Hint: freeze with a loop over model.parameters() first, then re-enable just the block you want with for p in model.layer4.parameters(): p.requires_grad = True — and remember the head replacement comes after the freeze loop. Build the optimizer groups from model.layer4.parameters() and model.fc.parameters() only.
Solution
import torch
from torch import nn
from torchvision import models
model = models.resnet18(weights=models.ResNet18_Weights.DEFAULT)
# 1) freeze everything
for p in model.parameters():
p.requires_grad = False
# 2) unfreeze the last stage
for p in model.layer4.parameters():
p.requires_grad = True
# 3) fresh head (trainable by default)
model.fc = nn.Linear(model.fc.in_features, NUM_CLASSES)
model = model.to(device)
n_trainable = sum(p.numel() for p in model.parameters() if p.requires_grad)
n_total = sum(p.numel() for p in model.parameters())
print(f"trainable: {n_trainable/1e6:.2f}M / {n_total/1e6:.2f}M")
# trainable: 8.39M / 11.18M (layer4 holds ~75% of ResNet-18's params!)
optimizer = torch.optim.AdamW([
{"params": model.layer4.parameters(), "lr": 1e-4},
{"params": model.fc.parameters(), "lr": 1e-3},
], weight_decay=1e-4)
scheduler = torch.optim.lr_scheduler.CosineAnnealingLR(optimizer, T_max=10)
partial_acc = run(model, optimizer, epochs=10, scheduler=scheduler)
print(f"partial unfreeze: {partial_acc:.3f}")
# typically ~0.95 — between the probe and the full fine-tune,
# at noticeably lower backward cost than the full fine-tuneThe surprise most people hit: layer4 alone is ~8.4M of ResNet-18’s 11.2M parameters, because channel counts double at each stage (64→128→256→512) and parameters grow with the square of width.
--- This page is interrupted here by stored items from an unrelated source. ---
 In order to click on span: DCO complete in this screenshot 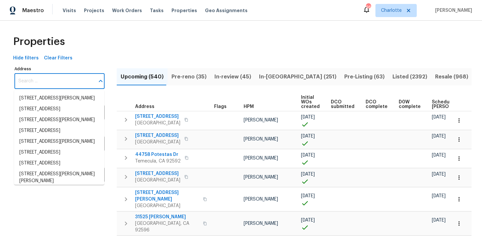, I will do `click(377, 104)`.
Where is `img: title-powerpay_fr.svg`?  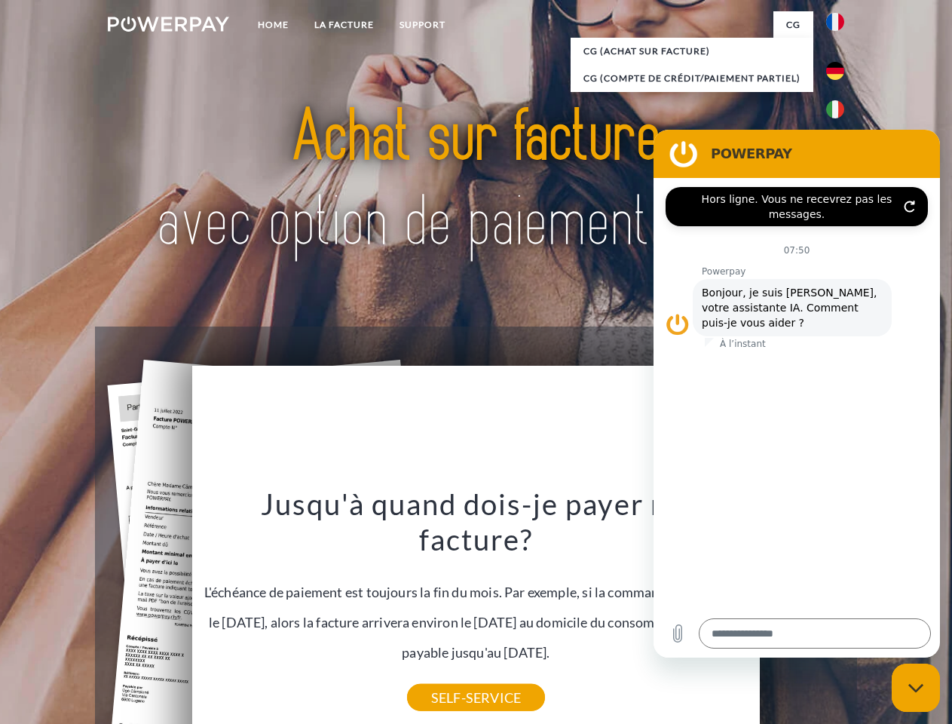
img: title-powerpay_fr.svg is located at coordinates (476, 180).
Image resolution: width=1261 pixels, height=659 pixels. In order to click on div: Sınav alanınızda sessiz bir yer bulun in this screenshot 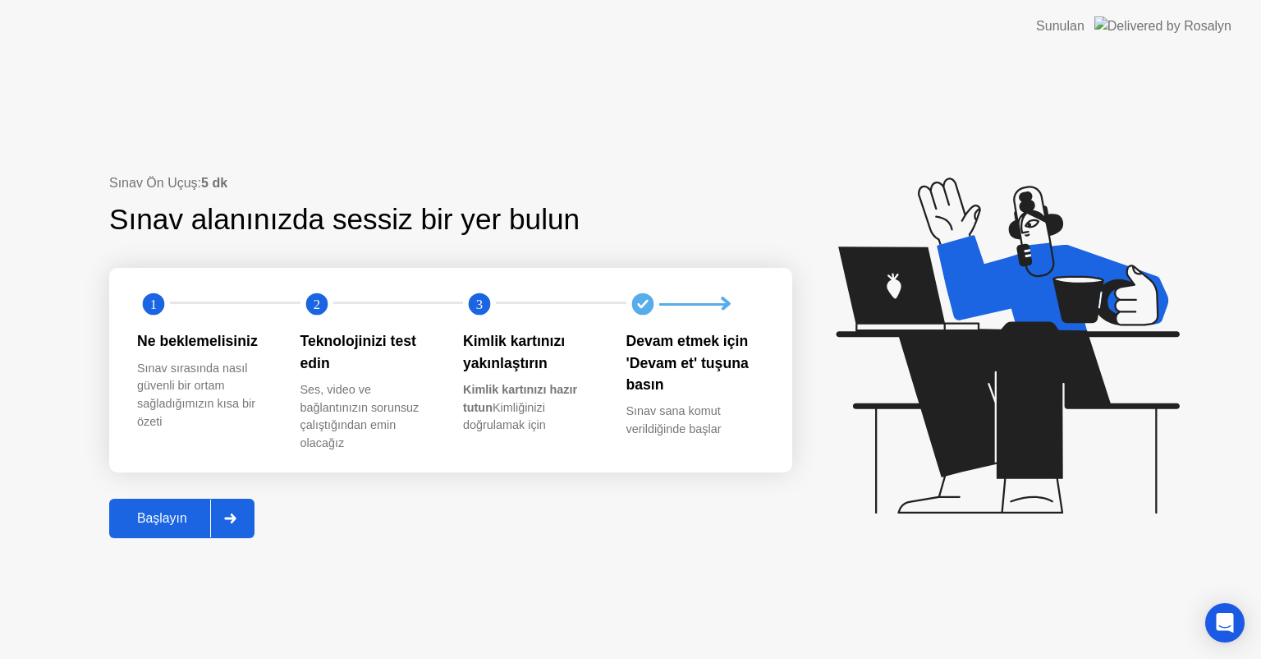, I will do `click(398, 219)`.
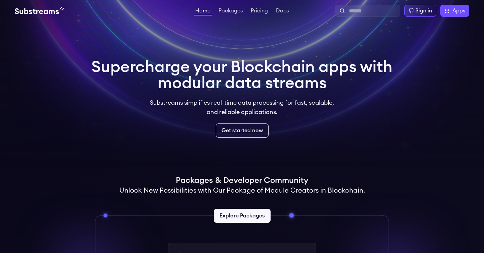  I want to click on div: Sign in, so click(423, 11).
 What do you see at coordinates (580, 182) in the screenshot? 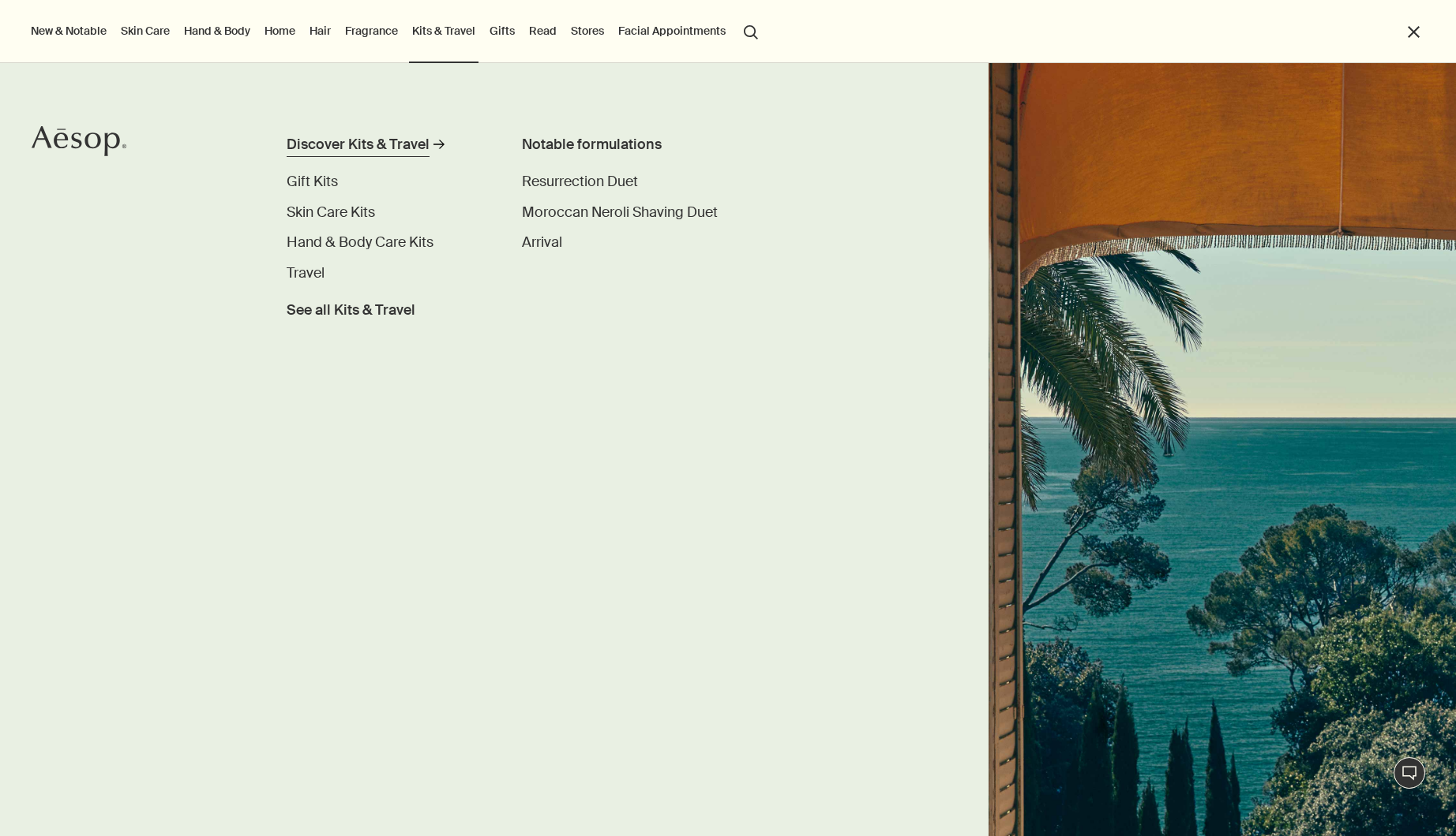
I see `span: Resurrection Duet` at bounding box center [580, 182].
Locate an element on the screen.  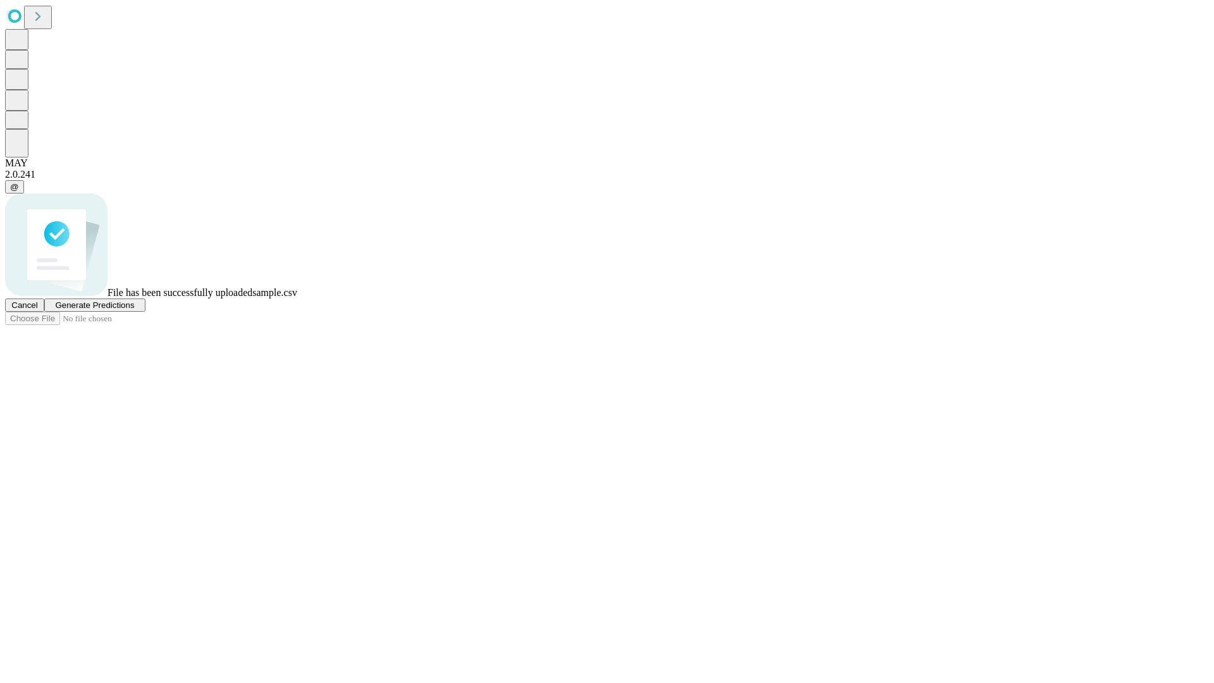
button: Generate Predictions is located at coordinates (95, 305).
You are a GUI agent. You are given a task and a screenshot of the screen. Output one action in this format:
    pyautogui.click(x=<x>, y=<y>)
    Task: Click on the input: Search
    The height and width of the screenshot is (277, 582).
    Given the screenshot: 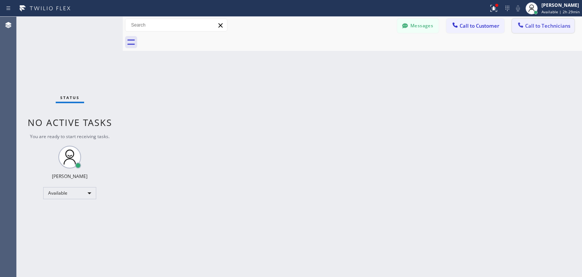 What is the action you would take?
    pyautogui.click(x=176, y=25)
    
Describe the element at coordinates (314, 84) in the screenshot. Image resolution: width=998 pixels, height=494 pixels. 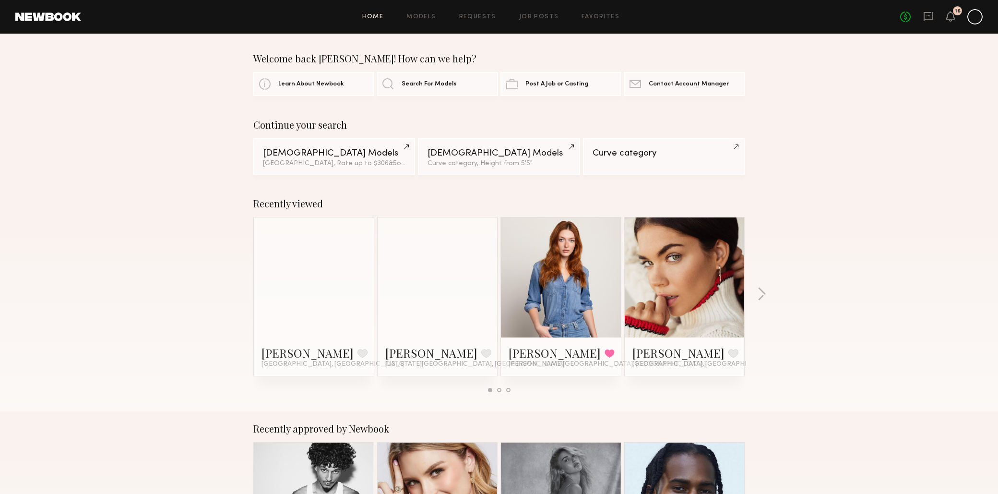
I see `a: Learn About Newbook` at that location.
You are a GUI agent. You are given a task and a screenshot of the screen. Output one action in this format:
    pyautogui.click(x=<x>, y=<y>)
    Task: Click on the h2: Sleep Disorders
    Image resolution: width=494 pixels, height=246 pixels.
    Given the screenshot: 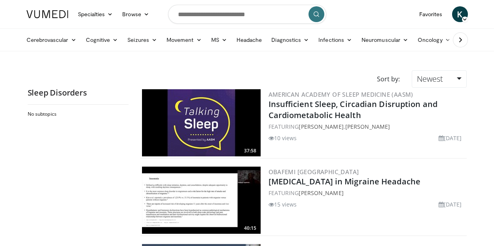 What is the action you would take?
    pyautogui.click(x=78, y=93)
    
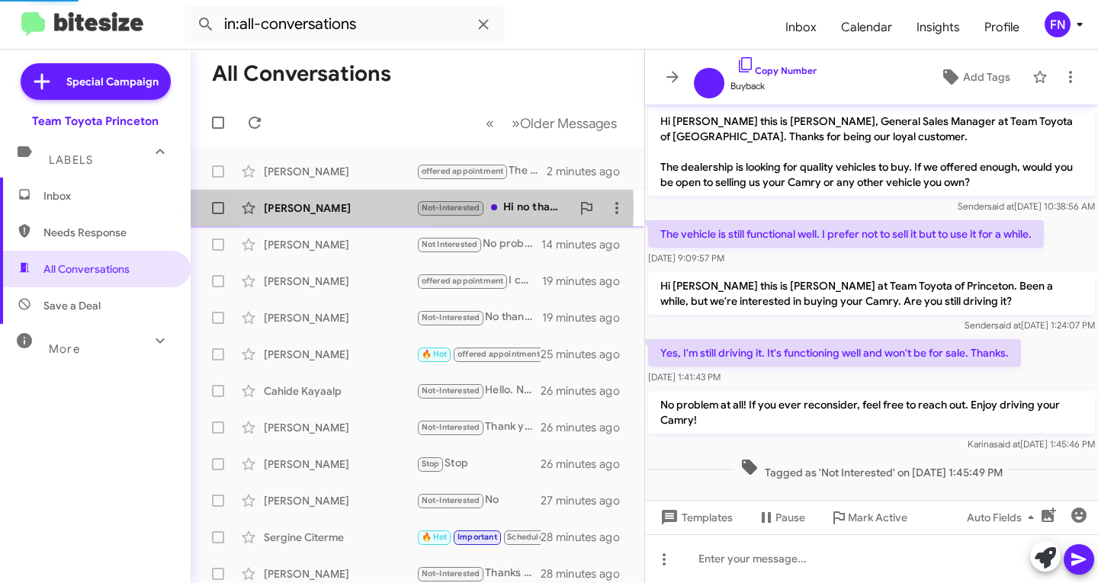  What do you see at coordinates (869, 518) in the screenshot?
I see `button: Mark Active` at bounding box center [869, 518].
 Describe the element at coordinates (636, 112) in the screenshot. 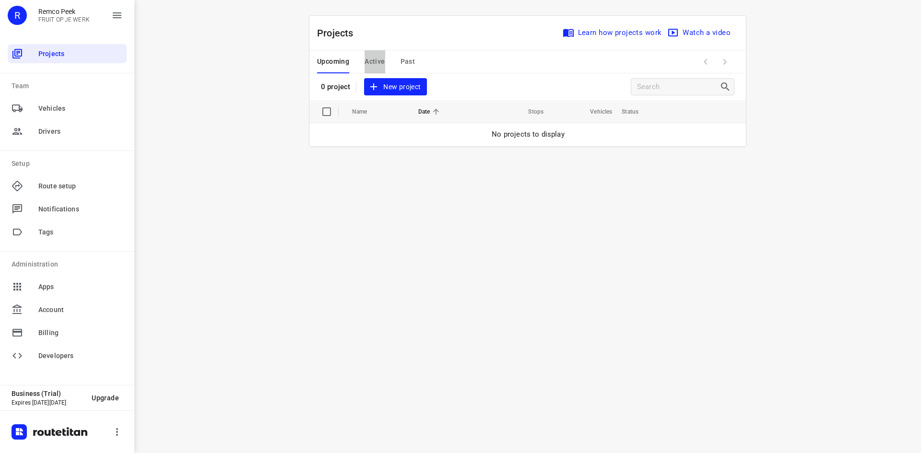

I see `span: Status` at that location.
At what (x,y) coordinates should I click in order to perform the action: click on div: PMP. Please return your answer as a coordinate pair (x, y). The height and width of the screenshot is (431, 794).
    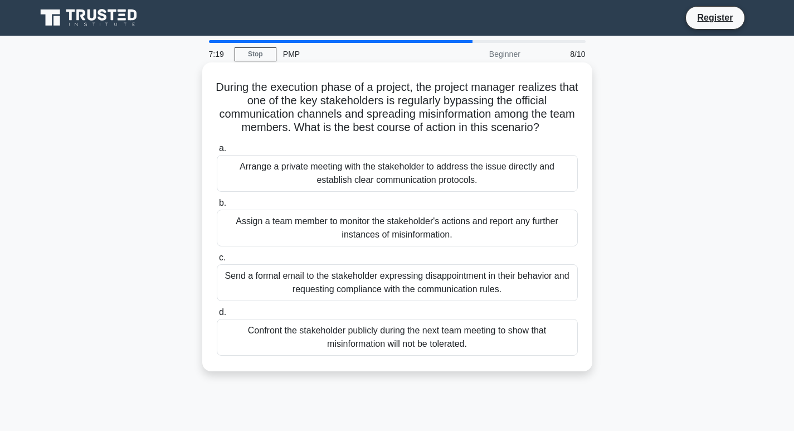
    Looking at the image, I should click on (353, 54).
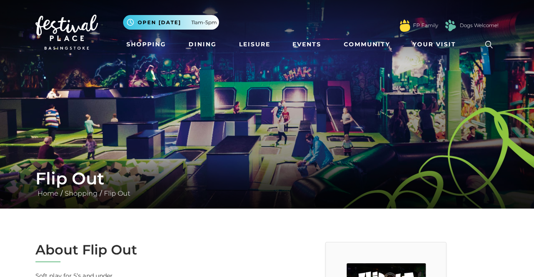 The image size is (534, 277). I want to click on a: Leisure, so click(255, 44).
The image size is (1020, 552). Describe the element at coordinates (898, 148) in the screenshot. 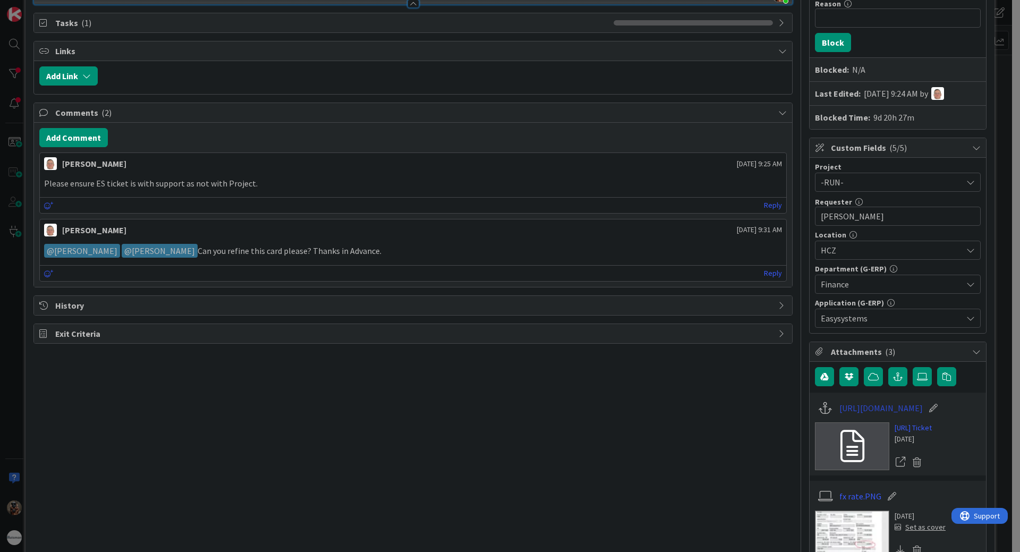

I see `span: ( 5/5 )` at that location.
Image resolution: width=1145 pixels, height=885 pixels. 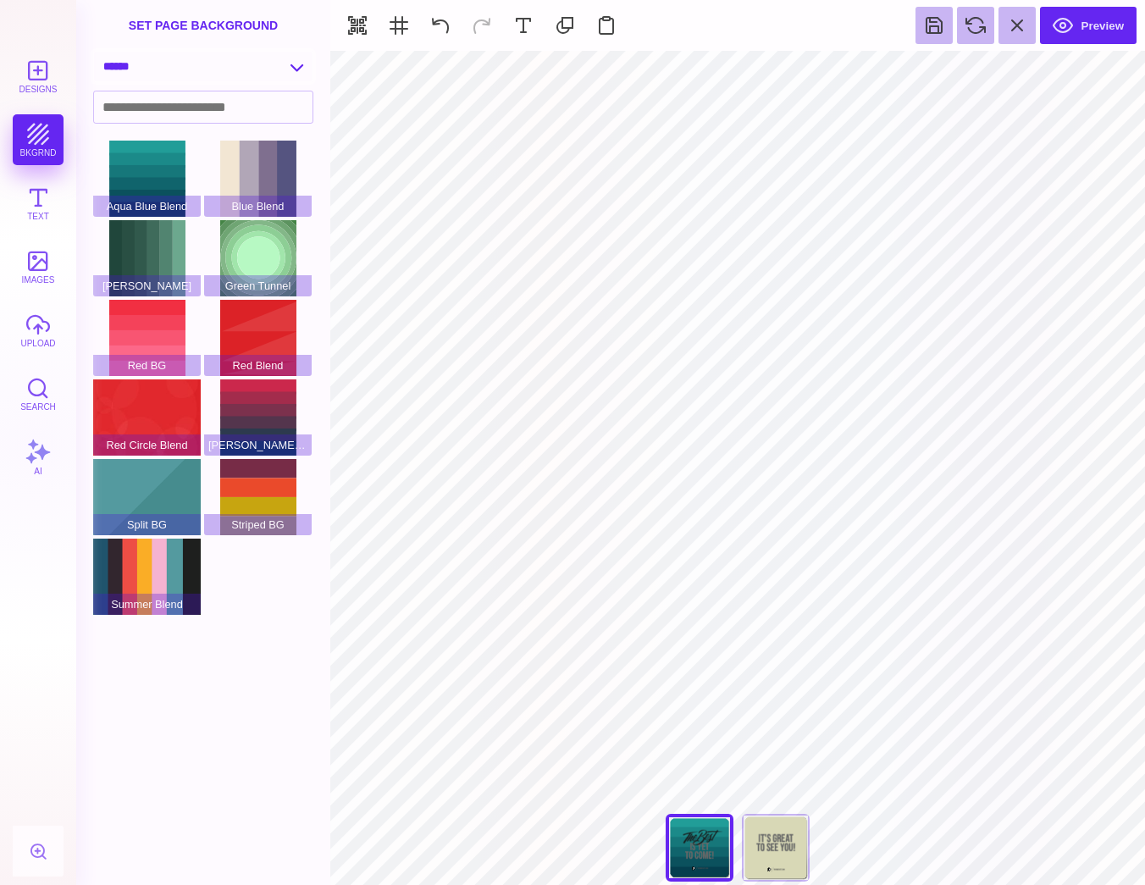 What do you see at coordinates (38, 394) in the screenshot?
I see `button: Search` at bounding box center [38, 394].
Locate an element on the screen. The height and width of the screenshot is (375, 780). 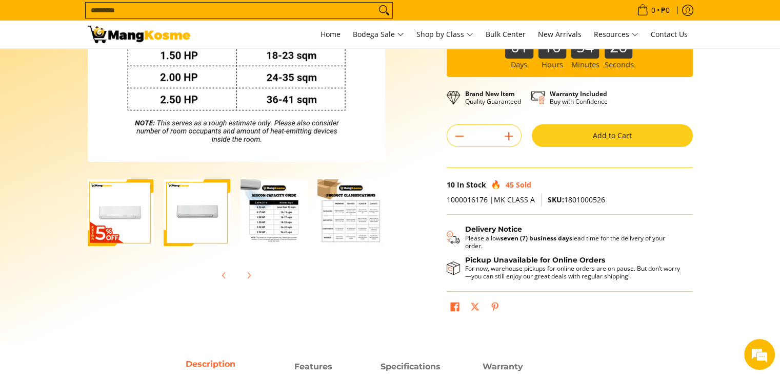
a: New Arrivals is located at coordinates (560, 34).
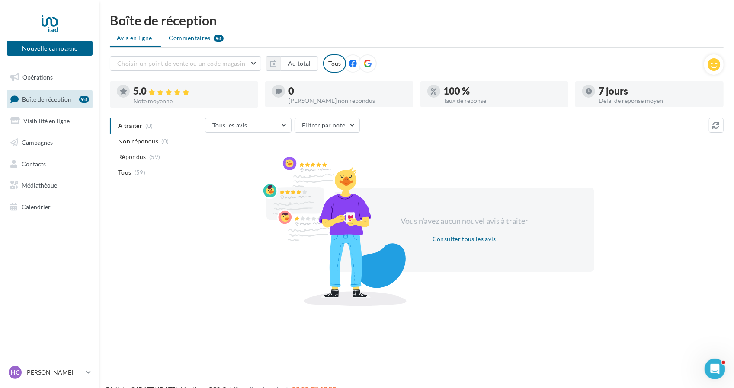 This screenshot has width=734, height=388. Describe the element at coordinates (464, 239) in the screenshot. I see `button: Consulter tous les avis` at that location.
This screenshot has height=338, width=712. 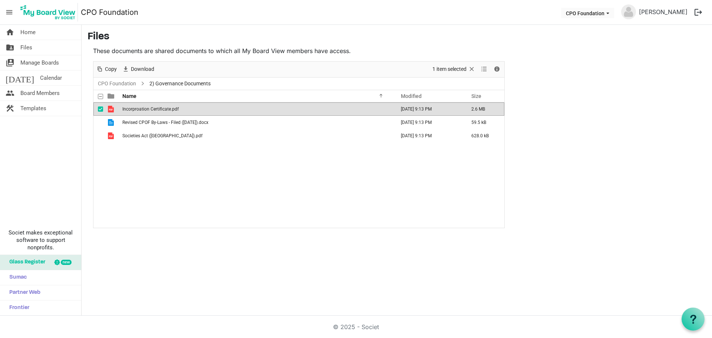 What do you see at coordinates (111, 69) in the screenshot?
I see `span: Copy` at bounding box center [111, 69].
So “just the last block” is already most of the model’s capacity — one more reason the head-only probe is such a strong, safe default on tiny data.
Key takeaways
- Pretrained backbones ship as
models.resnet18(weights=ResNet18_Weights.DEFAULT); the weights object also carries the exacttransforms()and metadata — use its normalization or silently lose accuracy. - Replacing the head is one line:
model.fc = nn.Linear(model.fc.in_features, num_classes)— freeze before replacing so the new head stays trainable. - Linear probe = freeze all, train ~1K head params: fast, nearly overfit-proof, the right default for tiny datasets near ImageNet’s domain.
requires_grad=Falsedoes not stop BatchNorm running-stat updates — keep the frozen backbone ineval()mode if that matters for your domain.- Full fine-tuning needs discriminative LRs via optimizer parameter groups (backbone ≈ 10× slower than head), or the random head’s early gradients wreck the pretrained features.
- On 244 images: scratch ~68%, probe ~94%, fine-tune ~96%. Transfer isn’t an optimization — on small data it’s the whole ballgame.
Tomorrow, the last mile: turning your trained model into something the world can use — state dicts done right, exporting with torch.export/ONNX, and serving predictions behind an API.